1.5 Weeks of Windows 10, and Photoviewer executable release

I’ve been using Windows 10 for about 1.5 Weeks now, and I thought it would be time to write about the experience, explain a few workarounds, and post one tiny tool I made to make it more palatable.

So, what has gone wrong in Windows 10?

Booting & drivers

First of all, initially it wouldn’t even boot on my X99 system. It got stuck in an infinite loop on the initial boot screen. By looking through the boot log from my old WIndows 7 installation, I eventually figured out that the fault lies with the “Intel Management Engine” driver – a component I don’t need at all. Disabling it fixed that issue.

However, I still got a black screen on boot. Turns out that Windows 10 thought it was a good idea to show the initial login screen on my projector (turned off projector, I might add) rather than theĀ  monitor.

Talking about boot issues, the idea of removing the option to get to the advanced boot loader with a key press is really fucking annoying. Being really annoying to power users for no good reason seems to be a theme in Windows 10, as I’ve found.

The new start menu

In short: it sucks. I tried living with it for a few hours, but its refusal to reliably index manually created desktop application shortcuts in its search makes it completely unusable to me. Good thing I bought two StartIsBack licenses back then, and great on the author for having a perfectly up-to-date and fully compatible version out with the Windows 10 release.

Look, it’s a beautiful start menu with actually working indexing for desktop applications and lots of neat functionality!

Program incompatibilities

Let’s start with an amusing one: Skype would crash every time I logged out of Windows 10. The amusing part here is that Skype is now owned by MS, so’ you’d assume that they’d get compatibility right. After a lot of googling, it’s apparently an issue where the sound driver gets unloaded before skype does, and it crashes when trying to play the logout sound. Go figure. The fix is to disable that sound.

There are also various incompatibilities with DirectX pre-9 games and fullscreen mode, resulting in flickering. In most cases I’ve encountered, forcing borderless windowed mode seems to work around those.

What’s nice is that it seems GeDoSaTo is compatible with Windows 10 out of the box, and so is PtBi.

Strange stuff happening to CPU usage

This has been a sporadic issue that seems to have stopped completely now, but for a while I was getting completely nonsensical CPU usage reports in task manager.

Apparently, my CPU was giving its all at 124%.

In complete idle state, my CPU was apparently running at ~30%. At least according to the new “Processes” view in task manager. “Details” was showing 97%-99% idle, and Process Explorer, which I trust more than both of them, agreed.

The “Appification” of general tools & Photoviewer

In the process of converting general windows default utilities to “apps”, it seems that almost invariably functionality is lost — often important functionality.
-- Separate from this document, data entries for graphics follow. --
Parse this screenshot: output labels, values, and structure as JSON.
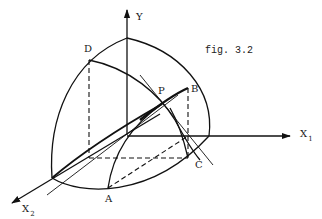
{
  "figure": {
    "caption": "fig. 3.2",
    "colors": {
      "ink": "#111111",
      "background": "#ffffff"
    },
    "axes": {
      "y": {
        "label": "Y"
      },
      "x1": {
        "label": "X",
        "subscript": "1"
      },
      "x2": {
        "label": "X",
        "subscript": "2"
      }
    },
    "points": {
      "A": "A",
      "B": "B",
      "C": "C",
      "D": "D",
      "P": "P"
    }
  }
}
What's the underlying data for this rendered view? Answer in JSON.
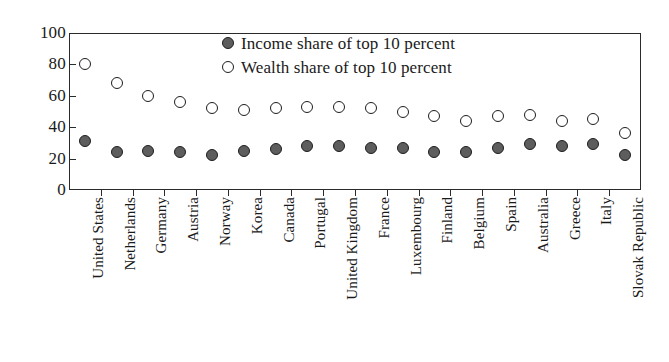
{
  "chart_data": {
    "type": "scatter",
    "title": "",
    "subtitle": "",
    "xlabel": "",
    "ylabel": "",
    "ylim": [
      0,
      100
    ],
    "yticks": [
      0,
      20,
      40,
      60,
      80,
      100
    ],
    "ytick_labels": [
      "0",
      "20",
      "40",
      "60",
      "80",
      "100"
    ],
    "grid": false,
    "legend_position": "top-center",
    "categories": [
      "United States",
      "Netherlands",
      "Germany",
      "Austria",
      "Norway",
      "Korea",
      "Canada",
      "Portugal",
      "United Kingdom",
      "France",
      "Luxembourg",
      "Finland",
      "Belgium",
      "Spain",
      "Australia",
      "Greece",
      "Italy",
      "Slovak Republic"
    ],
    "series": [
      {
        "name": "Income share of top 10 percent",
        "marker": "filled-circle",
        "color": "#5d5d5d",
        "edge_color": "#1d1d1d",
        "values": [
          31,
          24,
          25,
          24,
          22,
          25,
          26,
          28,
          28,
          27,
          27,
          24,
          24,
          27,
          29,
          28,
          29,
          22
        ]
      },
      {
        "name": "Wealth share of top 10 percent",
        "marker": "open-circle",
        "color": "#ffffff",
        "edge_color": "#1d1d1d",
        "values": [
          80,
          68,
          60,
          56,
          52,
          51,
          52,
          53,
          53,
          52,
          50,
          47,
          44,
          47,
          48,
          44,
          45,
          36
        ]
      }
    ]
  },
  "legend": {
    "items": [
      {
        "label": "Income share of top 10 percent",
        "marker": "filled-circle"
      },
      {
        "label": "Wealth share of top 10 percent",
        "marker": "open-circle"
      }
    ]
  },
  "colors": {
    "axis": "#2b2b2b",
    "text": "#1a1a1a",
    "income_fill": "#5d5d5d",
    "wealth_fill": "#ffffff",
    "marker_edge": "#1d1d1d",
    "background": "#ffffff"
  }
}
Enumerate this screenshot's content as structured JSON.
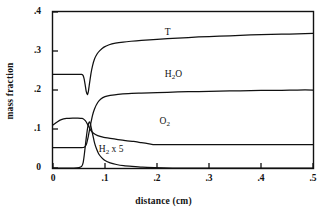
{
  "chart_data": {
    "type": "line",
    "title": "",
    "subtitle": "",
    "xlabel": "distance (cm)",
    "ylabel": "mass fraction",
    "xlim": [
      0,
      0.5
    ],
    "ylim": [
      0,
      0.4
    ],
    "xticks": [
      0,
      0.1,
      0.2,
      0.3,
      0.4,
      0.5
    ],
    "xtick_labels": [
      "0",
      ".1",
      ".2",
      ".3",
      ".4",
      ".5"
    ],
    "yticks": [
      0,
      0.1,
      0.2,
      0.3,
      0.4
    ],
    "ytick_labels": [
      "0",
      ".1",
      ".2",
      ".3",
      ".4"
    ],
    "grid": false,
    "legend": "inline-annotations",
    "frame": "box",
    "line_color": "#111111",
    "background_color": "#ffffff",
    "annotations": [
      {
        "name": "T",
        "text": "T",
        "x": 0.215,
        "y": 0.345
      },
      {
        "name": "H2O",
        "text": "H2O",
        "html": "H<sub>2</sub>O",
        "x": 0.215,
        "y": 0.238
      },
      {
        "name": "O2",
        "text": "O2",
        "html": "O<sub>2</sub>",
        "x": 0.205,
        "y": 0.118
      },
      {
        "name": "H2x5",
        "text": "H2 x 5",
        "html": "H<sub>2</sub> x 5",
        "x": 0.088,
        "y": 0.046
      }
    ],
    "series": [
      {
        "name": "T",
        "label": "T",
        "points": [
          [
            0.0,
            0.24
          ],
          [
            0.02,
            0.24
          ],
          [
            0.038,
            0.24
          ],
          [
            0.05,
            0.24
          ],
          [
            0.055,
            0.24
          ],
          [
            0.058,
            0.237
          ],
          [
            0.06,
            0.228
          ],
          [
            0.062,
            0.212
          ],
          [
            0.064,
            0.196
          ],
          [
            0.066,
            0.188
          ],
          [
            0.068,
            0.196
          ],
          [
            0.07,
            0.215
          ],
          [
            0.073,
            0.242
          ],
          [
            0.076,
            0.262
          ],
          [
            0.08,
            0.28
          ],
          [
            0.085,
            0.293
          ],
          [
            0.09,
            0.301
          ],
          [
            0.098,
            0.31
          ],
          [
            0.108,
            0.316
          ],
          [
            0.12,
            0.32
          ],
          [
            0.135,
            0.323
          ],
          [
            0.15,
            0.325
          ],
          [
            0.17,
            0.327
          ],
          [
            0.2,
            0.33
          ],
          [
            0.24,
            0.333
          ],
          [
            0.28,
            0.336
          ],
          [
            0.32,
            0.338
          ],
          [
            0.36,
            0.34
          ],
          [
            0.4,
            0.342
          ],
          [
            0.44,
            0.343
          ],
          [
            0.47,
            0.344
          ],
          [
            0.5,
            0.345
          ]
        ]
      },
      {
        "name": "H2O",
        "label": "H2O",
        "points": [
          [
            0.0,
            0.052
          ],
          [
            0.02,
            0.052
          ],
          [
            0.038,
            0.052
          ],
          [
            0.05,
            0.052
          ],
          [
            0.055,
            0.052
          ],
          [
            0.06,
            0.053
          ],
          [
            0.064,
            0.06
          ],
          [
            0.068,
            0.082
          ],
          [
            0.072,
            0.11
          ],
          [
            0.076,
            0.135
          ],
          [
            0.08,
            0.152
          ],
          [
            0.086,
            0.168
          ],
          [
            0.092,
            0.177
          ],
          [
            0.1,
            0.183
          ],
          [
            0.11,
            0.186
          ],
          [
            0.125,
            0.189
          ],
          [
            0.145,
            0.191
          ],
          [
            0.17,
            0.192
          ],
          [
            0.2,
            0.193
          ],
          [
            0.24,
            0.195
          ],
          [
            0.28,
            0.196
          ],
          [
            0.32,
            0.197
          ],
          [
            0.36,
            0.198
          ],
          [
            0.4,
            0.199
          ],
          [
            0.44,
            0.199
          ],
          [
            0.47,
            0.2
          ],
          [
            0.5,
            0.2
          ]
        ]
      },
      {
        "name": "O2",
        "label": "O2",
        "points": [
          [
            0.0,
            0.11
          ],
          [
            0.008,
            0.118
          ],
          [
            0.016,
            0.124
          ],
          [
            0.026,
            0.127
          ],
          [
            0.038,
            0.128
          ],
          [
            0.048,
            0.128
          ],
          [
            0.056,
            0.127
          ],
          [
            0.06,
            0.124
          ],
          [
            0.064,
            0.118
          ],
          [
            0.068,
            0.108
          ],
          [
            0.072,
            0.098
          ],
          [
            0.078,
            0.089
          ],
          [
            0.086,
            0.083
          ],
          [
            0.096,
            0.079
          ],
          [
            0.11,
            0.076
          ],
          [
            0.125,
            0.073
          ],
          [
            0.14,
            0.07
          ],
          [
            0.155,
            0.068
          ],
          [
            0.17,
            0.065
          ],
          [
            0.185,
            0.062
          ],
          [
            0.195,
            0.06
          ],
          [
            0.21,
            0.06
          ],
          [
            0.25,
            0.06
          ],
          [
            0.3,
            0.06
          ],
          [
            0.35,
            0.06
          ],
          [
            0.4,
            0.06
          ],
          [
            0.45,
            0.06
          ],
          [
            0.5,
            0.06
          ]
        ]
      },
      {
        "name": "H2x5",
        "label": "H2 x 5",
        "points": [
          [
            0.0,
            0.0
          ],
          [
            0.02,
            0.0
          ],
          [
            0.04,
            0.0
          ],
          [
            0.05,
            0.001
          ],
          [
            0.055,
            0.004
          ],
          [
            0.058,
            0.014
          ],
          [
            0.06,
            0.032
          ],
          [
            0.062,
            0.055
          ],
          [
            0.064,
            0.078
          ],
          [
            0.066,
            0.098
          ],
          [
            0.068,
            0.112
          ],
          [
            0.07,
            0.118
          ],
          [
            0.072,
            0.113
          ],
          [
            0.074,
            0.1
          ],
          [
            0.077,
            0.082
          ],
          [
            0.08,
            0.064
          ],
          [
            0.084,
            0.048
          ],
          [
            0.088,
            0.036
          ],
          [
            0.094,
            0.026
          ],
          [
            0.1,
            0.019
          ],
          [
            0.11,
            0.013
          ],
          [
            0.122,
            0.009
          ],
          [
            0.136,
            0.006
          ],
          [
            0.152,
            0.004
          ],
          [
            0.172,
            0.002
          ],
          [
            0.195,
            0.001
          ],
          [
            0.23,
            0.0
          ],
          [
            0.28,
            0.0
          ],
          [
            0.34,
            0.0
          ],
          [
            0.42,
            0.0
          ],
          [
            0.5,
            0.0
          ]
        ]
      }
    ]
  }
}
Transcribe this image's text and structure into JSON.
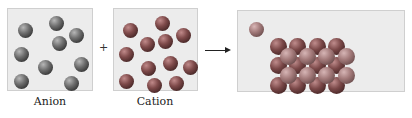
{
  "diagram": {
    "type": "ionic-compound-formation",
    "operator_plus": "+",
    "arrow": "→",
    "panels": [
      {
        "id": "anion",
        "label": "Anion",
        "particle_count": 10
      },
      {
        "id": "cation",
        "label": "Cation",
        "particle_count": 13
      },
      {
        "id": "product",
        "label": "",
        "lattice_dark_count": 12,
        "lattice_light_count": 8,
        "free_particles": 1
      }
    ],
    "colors": {
      "box_background": "#ececec",
      "box_border": "#cfcfcf",
      "anion_sphere": "#5a5a5a",
      "cation_sphere": "#6a3d3d",
      "lattice_light_sphere": "#a27979"
    }
  },
  "labels": {
    "anion": "Anion",
    "cation": "Cation",
    "plus": "+"
  }
}
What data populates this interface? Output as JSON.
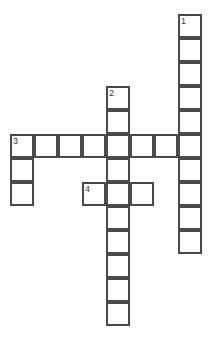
{
  "puzzle": {
    "type": "crossword-grid",
    "title": "",
    "cell_size_px": 24,
    "origin_x_px": 10,
    "origin_y_px": 14,
    "grid_columns": 9,
    "grid_rows": 13,
    "border_color": "#4a4a4a",
    "cell_fill": "#ffffff",
    "background": "#ffffff",
    "number_color": "#3a3a3a",
    "entries": [
      {
        "number": "1",
        "direction": "down",
        "start_col": 7,
        "start_row": 0,
        "length": 10,
        "answer": ""
      },
      {
        "number": "2",
        "direction": "down",
        "start_col": 4,
        "start_row": 3,
        "length": 10,
        "answer": ""
      },
      {
        "number": "3",
        "direction": "across",
        "start_col": 0,
        "start_row": 5,
        "length": 8,
        "answer": ""
      },
      {
        "number": "3",
        "direction": "down",
        "start_col": 0,
        "start_row": 5,
        "length": 3,
        "answer": ""
      },
      {
        "number": "4",
        "direction": "across",
        "start_col": 3,
        "start_row": 7,
        "length": 3,
        "answer": ""
      }
    ],
    "cells": [
      {
        "col": 7,
        "row": 0,
        "number": "1",
        "letter": ""
      },
      {
        "col": 7,
        "row": 1,
        "number": "",
        "letter": ""
      },
      {
        "col": 7,
        "row": 2,
        "number": "",
        "letter": ""
      },
      {
        "col": 7,
        "row": 3,
        "number": "",
        "letter": ""
      },
      {
        "col": 7,
        "row": 4,
        "number": "",
        "letter": ""
      },
      {
        "col": 7,
        "row": 5,
        "number": "",
        "letter": ""
      },
      {
        "col": 7,
        "row": 6,
        "number": "",
        "letter": ""
      },
      {
        "col": 7,
        "row": 7,
        "number": "",
        "letter": ""
      },
      {
        "col": 7,
        "row": 8,
        "number": "",
        "letter": ""
      },
      {
        "col": 7,
        "row": 9,
        "number": "",
        "letter": ""
      },
      {
        "col": 4,
        "row": 3,
        "number": "2",
        "letter": ""
      },
      {
        "col": 4,
        "row": 4,
        "number": "",
        "letter": ""
      },
      {
        "col": 4,
        "row": 5,
        "number": "",
        "letter": ""
      },
      {
        "col": 4,
        "row": 6,
        "number": "",
        "letter": ""
      },
      {
        "col": 4,
        "row": 7,
        "number": "",
        "letter": ""
      },
      {
        "col": 4,
        "row": 8,
        "number": "",
        "letter": ""
      },
      {
        "col": 4,
        "row": 9,
        "number": "",
        "letter": ""
      },
      {
        "col": 4,
        "row": 10,
        "number": "",
        "letter": ""
      },
      {
        "col": 4,
        "row": 11,
        "number": "",
        "letter": ""
      },
      {
        "col": 4,
        "row": 12,
        "number": "",
        "letter": ""
      },
      {
        "col": 0,
        "row": 5,
        "number": "3",
        "letter": ""
      },
      {
        "col": 1,
        "row": 5,
        "number": "",
        "letter": ""
      },
      {
        "col": 2,
        "row": 5,
        "number": "",
        "letter": ""
      },
      {
        "col": 3,
        "row": 5,
        "number": "",
        "letter": ""
      },
      {
        "col": 5,
        "row": 5,
        "number": "",
        "letter": ""
      },
      {
        "col": 6,
        "row": 5,
        "number": "",
        "letter": ""
      },
      {
        "col": 0,
        "row": 6,
        "number": "",
        "letter": ""
      },
      {
        "col": 0,
        "row": 7,
        "number": "",
        "letter": ""
      },
      {
        "col": 3,
        "row": 7,
        "number": "4",
        "letter": ""
      },
      {
        "col": 5,
        "row": 7,
        "number": "",
        "letter": ""
      }
    ]
  }
}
The new “Photos” app apparently can’t even show images at 100% zoom with a simple click, and mouse wheel zoom is completely broken. I find that unacceptable.

Luckily, Windows 10 still ships with the old Photo Viewer. Because it’s MS though, that Photo Viewer is not an executable but rather a dll which needs to be hosted and invoked somewhere, so it’s hard to associate with images in Windows 10. To work around this I’ve created PhotoviewerWow.exe. It merely invokes the existing .dll, and should work on Windows 10 64 bit installations. Just put it somewhere permanent and you can easily associate it directly with image files. (The name is a homage to the insane hoops MS jumps through to run Windows32 on Windows64, since I also had to jump through hoops to run a standard Windows feature on the new Windows)

Another thing about appification that might be even more worrying is that apparently you aren’t even trusted – as an administrator no less – to look at your own apps’ files (hidden away in “Program Files/WindowsApps”). That’s just ridiculous. And worrying.

Improvements?

Well, I guess the new built-in virtual desktop support is neat, and they chose exactly the keyboard shortcuts for it that I would have chosen intuitively (Win+Ctrl+D, Win+Ctrl+Left/Right). So good job on that. And I also like the improvements to the “move window left and right” workflow, where it now shows you a selection of the remaining windows to move to the other half of the screen after you used Win+Left/Right to move one window. It’s also not quite as fugly as Windows 8, and it makes it rather easy to mostly ignore the entire app crap after installing StartIsBack.